Collins notes that there are, presently, no treatment programs available and not even enough workers to process the Medi-Cal benefits for aid recipients who want to be in treatment — let alone people who do not seek treatment and are compelled into it. There are no earmarks in Proposition F for additional dollars with which to fund an expansion.

The HSA worker says the security situation and protocol for screening aid recipients — and potentially cutting them off — has not been revealed to the workers. HSA employees, Collins notes, already fear being waylaid by disgruntled clientele: “We have workers who do not go out to lunch at 1235 Mission, because of security concerns.” 

The SEIU’s call for Proposition F to be removed from the March ballot is a non-starter; the Department of Elections confirms that the deadline to remove a measure placed on the ballot by the mayor was in November 2023. 

As of last week, nearly 21,000 ballots had already been returned to the elections department. This is on par with the number received at this point during the March 2020 election, and turnout in that contest eventually reached 61 percent. 

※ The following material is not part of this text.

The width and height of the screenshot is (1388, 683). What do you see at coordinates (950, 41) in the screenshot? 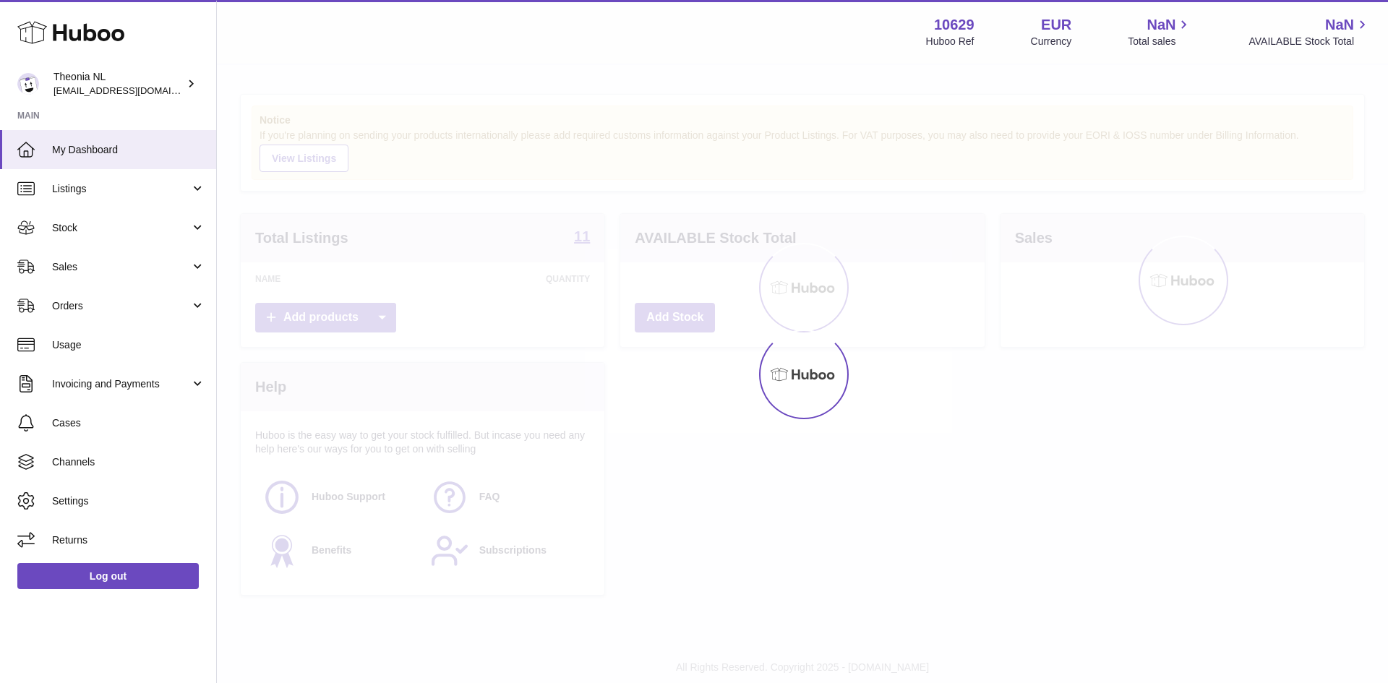
I see `div: Huboo Ref` at bounding box center [950, 41].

With Proposition F unable to be severed from the March ballot — and widely expected to win — the union would be forced to demand, post-facto, that the city meet and confer to negotiate its enforceability. If stymied there, further legal action would be necessary. 

This was what recently occurred in the North Bay, in a case that Steele cites in her letter. In 2020, nearly 65 percent of Sonoma voters approved Measure P, which altered the county’s Law Enforcement Review Board.

Law-enforcement unions objected, and took legal action regarding Measure P. And, last year, the Public Employees Relations Board sided with the unionized workforce, ruling that “the County failed to give the [unions] notice and an opportunity to meet and confer over certain Measure P amendments before placing the measure on the November 2020 ballot.”

The state body “ordered the County to cease and desist from such conduct in the future and to post a notice of its violations.” It declined to “order restoration for the status quo” only because the unions and county had subsequently met and conferred and resolved the issues that the state body affirmed “could not be adopted or implemented without bargaining.” 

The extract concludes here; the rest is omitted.